Rating: Summary: My Favorite Book Of All Time Review: I am absolutely thrilled that Oprah has selected this book. It deserves much higher than a five star rating. I have been a book worm all my life and this is my absolute favorite. I read it three years ago at the suggestion of a woman who is a native of India. From the moment I started reading it, I couldn't put the book down. The story challenges on every level. It made me rethink what I thought about class, developing nations, and what it truely means to survive. A Fine Balance also made me realize how many times I may have discounted other individuals because of differences. This is a must read. I hope readers do not decide to put the book down because of the many sad stories that will read. In the end, the book will enrich your life in a way that few books can.
Rating: Summary: an amazing author Review: The powerful stories touched my heart and my mind. Their effectiveness was due in large part to Mistry's language. While the characters reveal base and basic aspects of life, they are allowed to do so through magnificent phrasing. What a joy to read.
Rating: Summary: No happy endings here Review: This is a book about relationships and trust. One could cloyingly say it is about the human spirit but it is simply about 4 people, living in times that make trust nearly impossible. The characters are utterly absorbing and the descriptions of life in a caste system are compelling. It is not a happy novel, it is instead deeply disturbing. But Mistry stunningly transports his reader to this place, inside the lives of these people where you smell the smells, feel their pain, and search for a way to find meaning in their lives. This book is painful, but it deserves to be read.

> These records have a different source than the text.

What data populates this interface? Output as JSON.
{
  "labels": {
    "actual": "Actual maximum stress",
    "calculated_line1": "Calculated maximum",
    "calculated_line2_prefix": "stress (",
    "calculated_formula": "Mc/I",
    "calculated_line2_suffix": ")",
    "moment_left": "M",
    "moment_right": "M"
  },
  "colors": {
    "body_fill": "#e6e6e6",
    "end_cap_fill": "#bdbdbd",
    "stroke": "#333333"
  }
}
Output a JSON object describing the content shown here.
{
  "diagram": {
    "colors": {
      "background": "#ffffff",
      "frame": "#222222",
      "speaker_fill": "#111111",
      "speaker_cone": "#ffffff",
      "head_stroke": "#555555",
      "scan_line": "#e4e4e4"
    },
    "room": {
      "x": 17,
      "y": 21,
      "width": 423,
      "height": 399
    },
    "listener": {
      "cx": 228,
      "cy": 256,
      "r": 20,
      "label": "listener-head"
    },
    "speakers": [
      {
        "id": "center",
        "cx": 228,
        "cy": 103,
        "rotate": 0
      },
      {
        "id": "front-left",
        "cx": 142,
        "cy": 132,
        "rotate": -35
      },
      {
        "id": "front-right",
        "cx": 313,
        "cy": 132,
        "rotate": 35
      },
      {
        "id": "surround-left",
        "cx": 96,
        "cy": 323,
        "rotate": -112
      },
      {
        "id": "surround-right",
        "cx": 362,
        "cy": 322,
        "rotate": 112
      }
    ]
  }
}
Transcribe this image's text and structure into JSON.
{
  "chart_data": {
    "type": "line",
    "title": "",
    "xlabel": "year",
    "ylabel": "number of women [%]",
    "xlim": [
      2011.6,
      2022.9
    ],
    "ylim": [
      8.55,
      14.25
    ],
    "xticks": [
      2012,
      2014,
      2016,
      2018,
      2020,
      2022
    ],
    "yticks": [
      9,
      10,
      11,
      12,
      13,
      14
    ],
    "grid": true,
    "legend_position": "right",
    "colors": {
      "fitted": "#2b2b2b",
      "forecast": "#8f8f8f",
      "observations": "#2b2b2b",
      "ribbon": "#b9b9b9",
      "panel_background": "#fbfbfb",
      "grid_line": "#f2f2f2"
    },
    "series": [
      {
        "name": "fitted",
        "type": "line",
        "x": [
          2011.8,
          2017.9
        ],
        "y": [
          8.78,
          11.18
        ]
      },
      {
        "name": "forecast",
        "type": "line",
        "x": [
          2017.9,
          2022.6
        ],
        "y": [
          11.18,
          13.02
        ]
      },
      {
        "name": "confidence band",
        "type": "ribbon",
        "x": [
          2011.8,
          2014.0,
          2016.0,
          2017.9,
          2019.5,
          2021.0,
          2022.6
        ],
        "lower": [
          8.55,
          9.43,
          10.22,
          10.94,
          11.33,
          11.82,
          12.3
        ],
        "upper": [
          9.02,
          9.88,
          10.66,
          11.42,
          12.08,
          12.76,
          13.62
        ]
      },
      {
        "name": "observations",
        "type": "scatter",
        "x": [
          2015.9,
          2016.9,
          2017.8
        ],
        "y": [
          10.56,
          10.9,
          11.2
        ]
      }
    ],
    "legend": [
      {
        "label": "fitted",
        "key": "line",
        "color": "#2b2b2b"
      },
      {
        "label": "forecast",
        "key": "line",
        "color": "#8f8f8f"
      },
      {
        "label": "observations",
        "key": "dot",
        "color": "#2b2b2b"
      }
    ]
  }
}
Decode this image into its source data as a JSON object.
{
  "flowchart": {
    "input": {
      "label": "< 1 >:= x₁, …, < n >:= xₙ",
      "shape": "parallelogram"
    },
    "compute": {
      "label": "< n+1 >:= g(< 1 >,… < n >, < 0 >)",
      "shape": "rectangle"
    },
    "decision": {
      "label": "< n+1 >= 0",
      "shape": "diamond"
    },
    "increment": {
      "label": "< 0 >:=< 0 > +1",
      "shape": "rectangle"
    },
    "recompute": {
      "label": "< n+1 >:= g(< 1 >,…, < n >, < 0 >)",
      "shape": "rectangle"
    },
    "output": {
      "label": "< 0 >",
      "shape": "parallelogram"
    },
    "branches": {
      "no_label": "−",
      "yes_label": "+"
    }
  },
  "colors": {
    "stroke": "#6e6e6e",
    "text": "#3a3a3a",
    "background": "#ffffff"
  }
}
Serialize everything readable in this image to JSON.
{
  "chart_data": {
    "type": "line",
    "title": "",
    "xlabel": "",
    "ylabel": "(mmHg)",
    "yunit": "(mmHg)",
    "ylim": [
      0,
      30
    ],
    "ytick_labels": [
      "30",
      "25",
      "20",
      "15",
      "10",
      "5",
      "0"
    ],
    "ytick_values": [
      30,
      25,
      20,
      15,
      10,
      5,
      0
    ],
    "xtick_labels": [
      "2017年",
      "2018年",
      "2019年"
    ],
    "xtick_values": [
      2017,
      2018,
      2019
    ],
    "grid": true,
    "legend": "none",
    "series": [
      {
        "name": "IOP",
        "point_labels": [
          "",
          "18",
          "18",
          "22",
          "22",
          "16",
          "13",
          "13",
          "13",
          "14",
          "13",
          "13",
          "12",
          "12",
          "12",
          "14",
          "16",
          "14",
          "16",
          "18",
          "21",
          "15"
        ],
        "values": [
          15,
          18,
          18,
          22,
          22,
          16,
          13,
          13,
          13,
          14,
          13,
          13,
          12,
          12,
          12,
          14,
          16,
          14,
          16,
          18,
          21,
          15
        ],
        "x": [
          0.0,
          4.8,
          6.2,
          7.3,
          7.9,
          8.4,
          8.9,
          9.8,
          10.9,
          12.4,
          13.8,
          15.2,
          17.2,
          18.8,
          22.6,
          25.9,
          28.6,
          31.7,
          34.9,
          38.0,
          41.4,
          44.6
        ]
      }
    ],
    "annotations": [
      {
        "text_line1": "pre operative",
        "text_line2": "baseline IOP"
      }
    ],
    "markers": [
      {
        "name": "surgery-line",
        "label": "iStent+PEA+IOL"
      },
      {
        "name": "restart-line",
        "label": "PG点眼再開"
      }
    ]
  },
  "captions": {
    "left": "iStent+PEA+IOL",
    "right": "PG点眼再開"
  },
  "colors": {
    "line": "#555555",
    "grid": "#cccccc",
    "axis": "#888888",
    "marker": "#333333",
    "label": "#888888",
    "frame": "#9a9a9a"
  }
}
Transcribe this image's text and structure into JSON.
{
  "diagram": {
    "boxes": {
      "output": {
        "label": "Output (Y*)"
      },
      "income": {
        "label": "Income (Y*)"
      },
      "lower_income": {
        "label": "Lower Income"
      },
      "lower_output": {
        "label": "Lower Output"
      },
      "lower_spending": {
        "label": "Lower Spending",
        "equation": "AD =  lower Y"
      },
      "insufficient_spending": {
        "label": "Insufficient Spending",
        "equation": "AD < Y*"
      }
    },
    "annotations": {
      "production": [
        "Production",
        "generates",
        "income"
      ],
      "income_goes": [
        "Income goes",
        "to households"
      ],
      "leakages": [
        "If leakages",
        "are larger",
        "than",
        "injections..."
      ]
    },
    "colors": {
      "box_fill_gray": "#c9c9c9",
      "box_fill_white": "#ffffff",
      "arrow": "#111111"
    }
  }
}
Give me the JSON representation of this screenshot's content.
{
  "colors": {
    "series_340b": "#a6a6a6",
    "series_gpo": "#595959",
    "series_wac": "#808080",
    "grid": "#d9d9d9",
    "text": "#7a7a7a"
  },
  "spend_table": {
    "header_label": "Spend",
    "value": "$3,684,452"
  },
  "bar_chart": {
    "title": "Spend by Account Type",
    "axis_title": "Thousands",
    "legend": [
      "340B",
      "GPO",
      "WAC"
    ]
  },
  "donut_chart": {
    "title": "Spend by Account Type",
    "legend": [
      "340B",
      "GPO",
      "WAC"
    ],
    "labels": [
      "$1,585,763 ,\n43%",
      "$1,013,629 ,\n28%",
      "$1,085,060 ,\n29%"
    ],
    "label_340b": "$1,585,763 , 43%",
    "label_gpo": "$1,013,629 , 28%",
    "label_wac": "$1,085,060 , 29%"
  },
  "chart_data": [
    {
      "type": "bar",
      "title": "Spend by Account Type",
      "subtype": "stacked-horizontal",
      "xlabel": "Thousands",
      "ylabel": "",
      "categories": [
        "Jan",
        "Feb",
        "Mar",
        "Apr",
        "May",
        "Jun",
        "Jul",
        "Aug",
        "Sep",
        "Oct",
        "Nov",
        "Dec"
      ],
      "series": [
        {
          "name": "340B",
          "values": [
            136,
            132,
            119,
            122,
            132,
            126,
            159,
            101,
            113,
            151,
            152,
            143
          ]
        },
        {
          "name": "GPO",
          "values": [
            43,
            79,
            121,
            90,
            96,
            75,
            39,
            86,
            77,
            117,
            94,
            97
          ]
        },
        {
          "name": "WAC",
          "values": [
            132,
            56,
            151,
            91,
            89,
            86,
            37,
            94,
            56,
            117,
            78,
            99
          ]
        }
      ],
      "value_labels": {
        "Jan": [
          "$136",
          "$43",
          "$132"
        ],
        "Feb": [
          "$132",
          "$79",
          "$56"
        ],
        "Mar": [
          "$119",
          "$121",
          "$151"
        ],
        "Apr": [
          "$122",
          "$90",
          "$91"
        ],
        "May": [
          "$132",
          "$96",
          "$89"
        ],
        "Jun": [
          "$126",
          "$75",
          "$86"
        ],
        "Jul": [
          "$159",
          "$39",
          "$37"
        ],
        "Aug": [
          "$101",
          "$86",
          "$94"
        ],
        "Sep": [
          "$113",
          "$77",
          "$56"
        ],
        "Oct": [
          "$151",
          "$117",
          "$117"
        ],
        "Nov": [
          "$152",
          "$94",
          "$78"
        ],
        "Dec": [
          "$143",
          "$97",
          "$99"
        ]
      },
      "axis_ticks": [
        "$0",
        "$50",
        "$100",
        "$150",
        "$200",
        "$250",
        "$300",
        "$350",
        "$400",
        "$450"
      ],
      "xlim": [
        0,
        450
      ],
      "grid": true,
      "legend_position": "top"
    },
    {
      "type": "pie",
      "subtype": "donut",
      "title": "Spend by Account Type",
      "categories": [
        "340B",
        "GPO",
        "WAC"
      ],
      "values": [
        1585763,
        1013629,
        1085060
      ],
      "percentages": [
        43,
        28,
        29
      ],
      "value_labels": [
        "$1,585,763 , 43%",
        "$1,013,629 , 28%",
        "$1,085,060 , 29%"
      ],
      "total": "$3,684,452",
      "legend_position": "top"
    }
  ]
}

Rating: Summary: Engrossing, thoughtful- a book for our times Review: I cannot convey how relevant and charming I found this book. The writing is engrossing and expanding. After 9/11, it has a special resonance. The characters are well drawn and through them, we see the political events of an era in our time that have parallels with this new century. I found them to be a fine family, one that left me to reflect on the meaning of 'balance'.
Rating: Summary: A Fine Novel Review: "A Fine Balance", and in all, a fine novel. If you're looking for a happy story, in which goodness is always rewarded and evil invariably is punished, then this isn't the book for you: and well done to the author for having the courage to break away from such cliches. The novel is the story of four people whose lives are drawn together briefly by circumstances, and how their lives were changed by that confluence of fates. This is the rough side of India - life as viewed and experienced by people struggling to pull themselves off the bottom of the pile, in a society beset by the turmoil caused by economic change impacting upon old social structures. It could almost be described as Indian-Dickensian, but that would do a disservice to Mistry, who only rarely descends into sentimental bathos and does not pull any punches. Corruption and brutality abound, affecting the lives of all the characters. The style of the writing is very good - easy to read and Mistry succeeded in holding my attention throughout. At times the story can be very shocking - the last 100 pages will make the average male wince at each paragraph - and at other times very amusing (Mistry has a keen wit). I thought the only downsides of the book were the unconvincing descriptions of the happy domesticity in Dina's house when the tailors become established there, and the character of "The Beggarmaster" (the thug with the heart of gold).